Donald Trump’s children think he’s an incredible dad
CLEVELAND — After a tumultuous start to the Republican National Convention, and a day dominated by charges that Melania Trump’s speech Monday included plagiarized passages, Donald Trump’s adult children made their debut on the convention stage Tuesday night. Once again, the campaign attempted to present a softer, more human side of the brash New York billionaire turned GOP presidential nominee.
Up first was Tiffany Trump, Donald Trump’s youngest daughter, who has joined her father only rarely on the campaign trail and had never before publicly spoken on behalf of her dad. A recent graduate of the University of Pennsylvania, the 22-year-old is Trump’s only child with his second wife, actress Marla Maples, and spent most of her childhood in California — not in New York, where the rest of the Trump family lives.
Tiffany was clearly interested in refuting the widely held view that her relationship with her father is distant. She spoke of the childhood report cards she still keeps because of “sweet notes he wrote on each and every one of them” and how, when someone close to her died, the first call she received was from him.
“Donald Trump has never done anything halfway, least of all as a parent,” she declared, describing her father as a “natural-born encourager” who as taken “pride in all that I’ve done so far, no matter how big or small.”
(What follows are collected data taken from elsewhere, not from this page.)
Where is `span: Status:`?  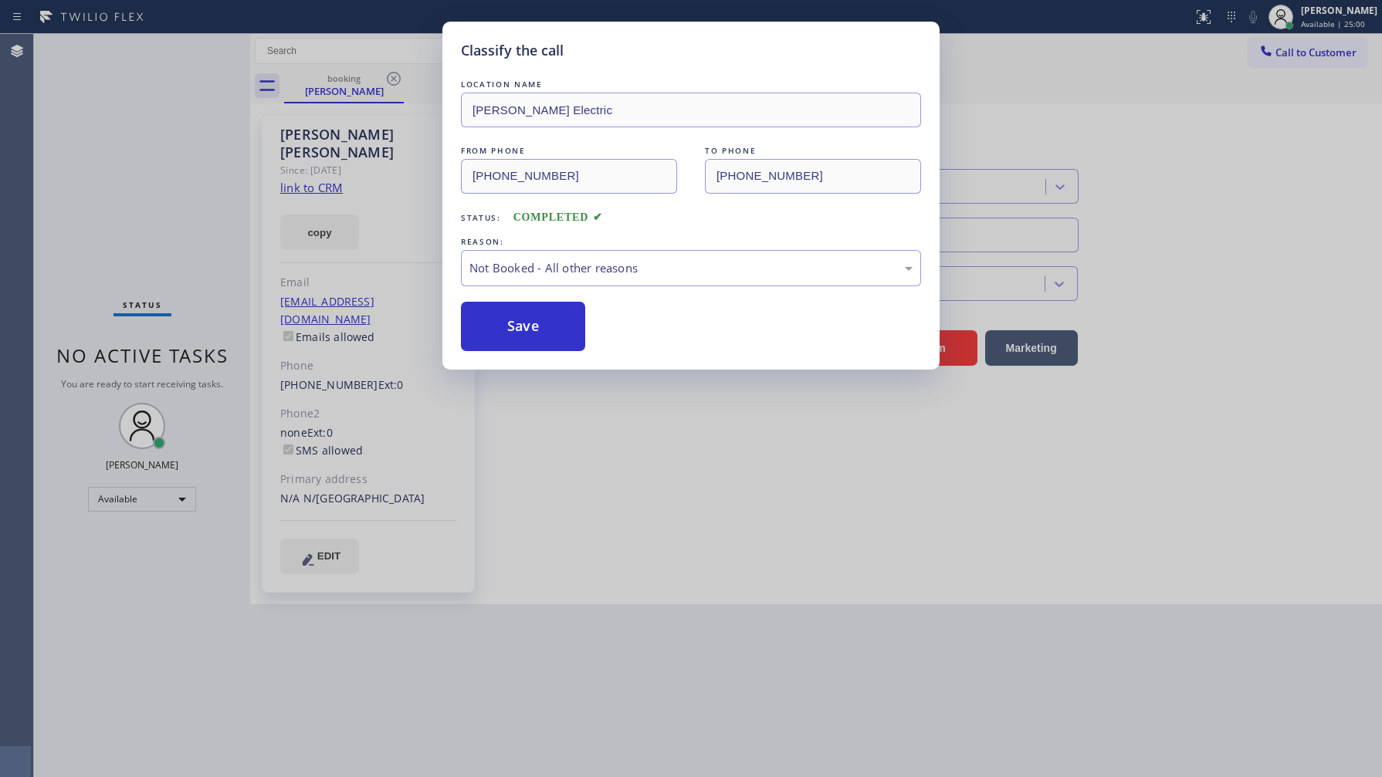
span: Status: is located at coordinates (481, 218).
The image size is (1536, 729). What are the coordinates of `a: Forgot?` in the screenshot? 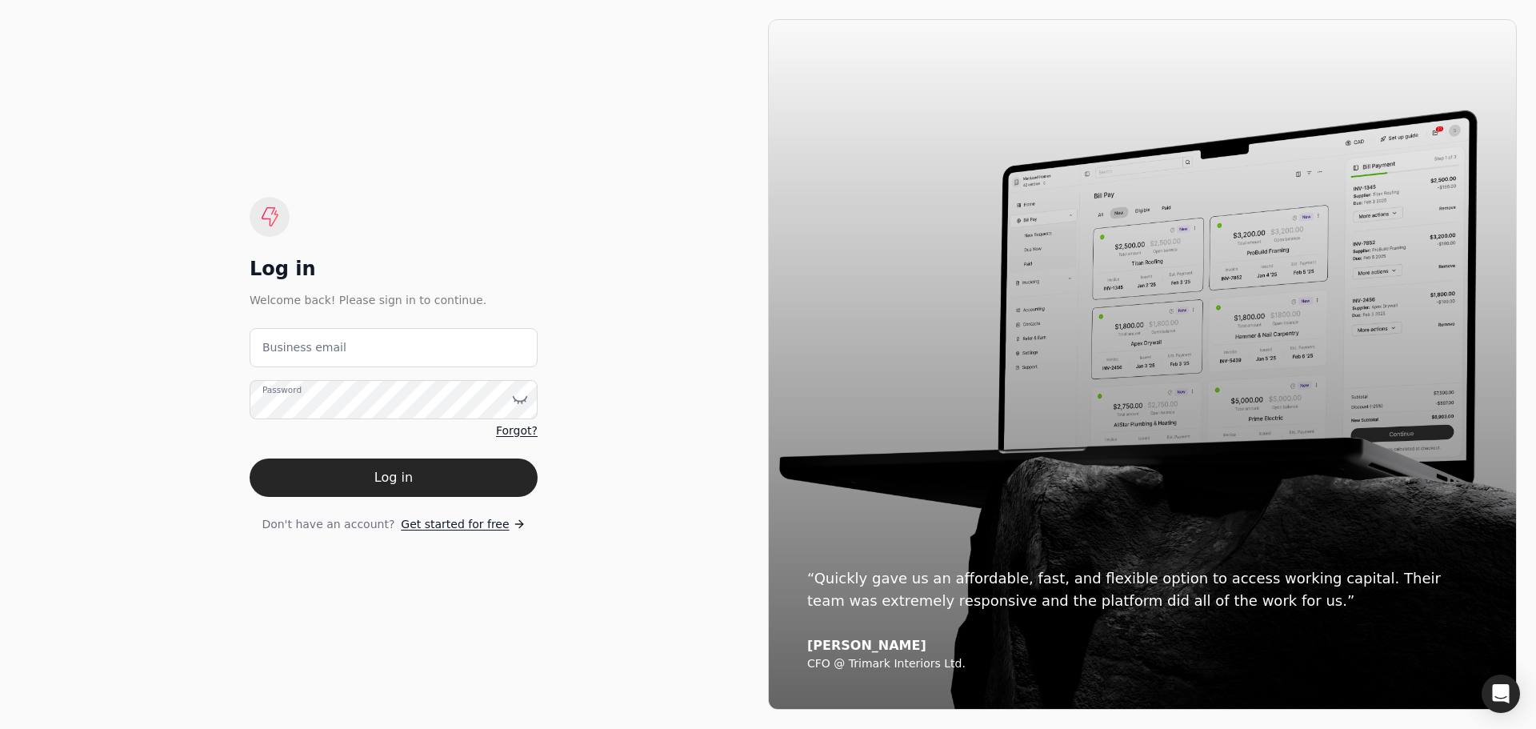 It's located at (517, 430).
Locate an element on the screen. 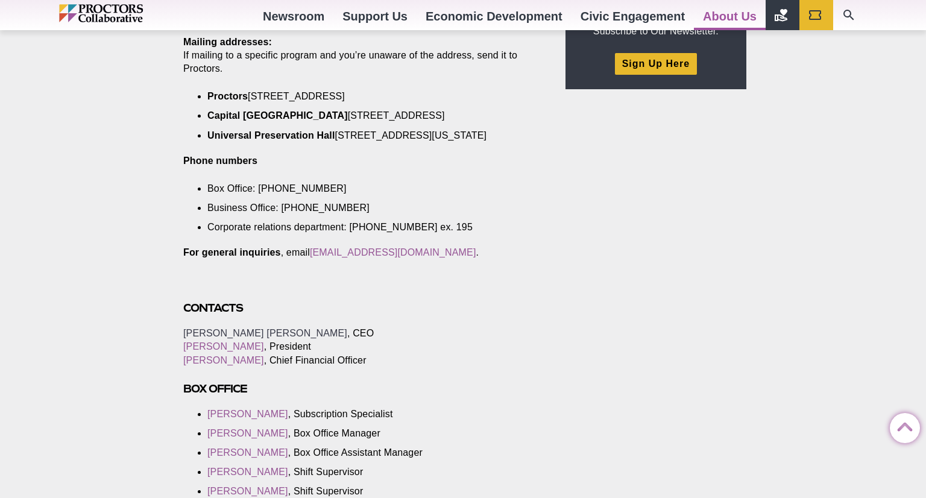 This screenshot has width=926, height=498. li: , Box Office Manager is located at coordinates (363, 433).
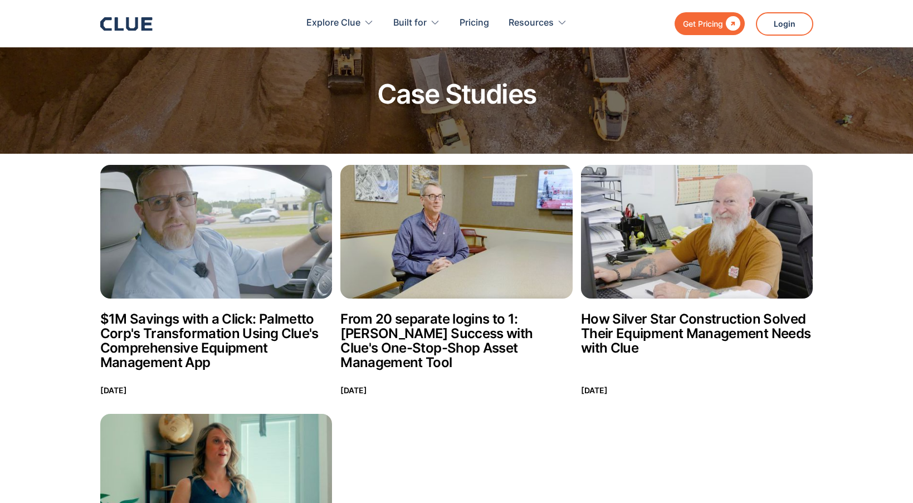  Describe the element at coordinates (703, 23) in the screenshot. I see `div: Get Pricing` at that location.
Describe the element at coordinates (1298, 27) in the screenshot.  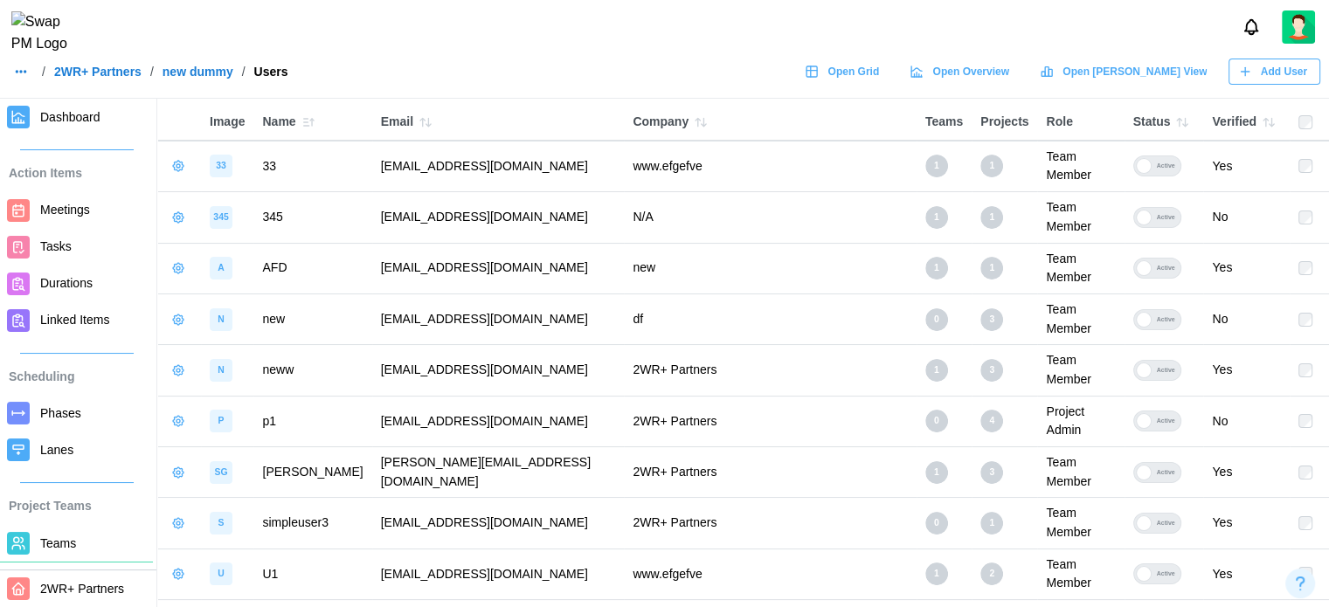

While Melania Trump spoke of her husband’s kindness in her prime-time speech Monday night, Tiffany was the first to include personal anecdotes about the GOP candidate and his relationship with his family.
She told the audience that she often looks forward to introducing him to friends, “especially ones with preconceived notions, because they meet a man with natural charm and no facade,” Tiffany Trump said. “In person, my father is so friendly, so considerate, so funny and so real.”
The Trump campaign has begun relying on the candidate’s children as character witnesses for the real estate mogul, who is viewed negatively by an overwhelming majority of voters.
Donald Trump Jr., the candidate’s oldest son, who has emerged as a close adviser to his father during his presidential run, followed his sister to the stage, where he championed many of his father’s campaign’s proposals, including tougher immigration laws.
But the younger Trump also sought to humanize his father, casting him as an everyman who has never forgotten his roots as a kid growing up in the outer boroughs of New York City. He spoke of how he dreamed big and took on Manhattan real estate developers and ultimately “changed the skyline of New York.”
He also played up his father’s connection to working-class people, insisting that he was never one to hide behind a desk. “He spent his career with regular Americans. He hung out with the guys on construction sites… pouring concrete and hanging Sheetrock,” Trump Jr. said. “He listened to them and he valued their opinions as much and often more than the guys from Harvard and Wharton, locked away in offices, away from the real work.”
And he talked of how his father would take him and his siblings Eric and Ivanka to construction sites to give them a hands-on lesson in the family business from the time they were old enough to walk. He described his father as his “best friend” and “mentor.”
“I am the son of a great man,” Trump Jr. declared.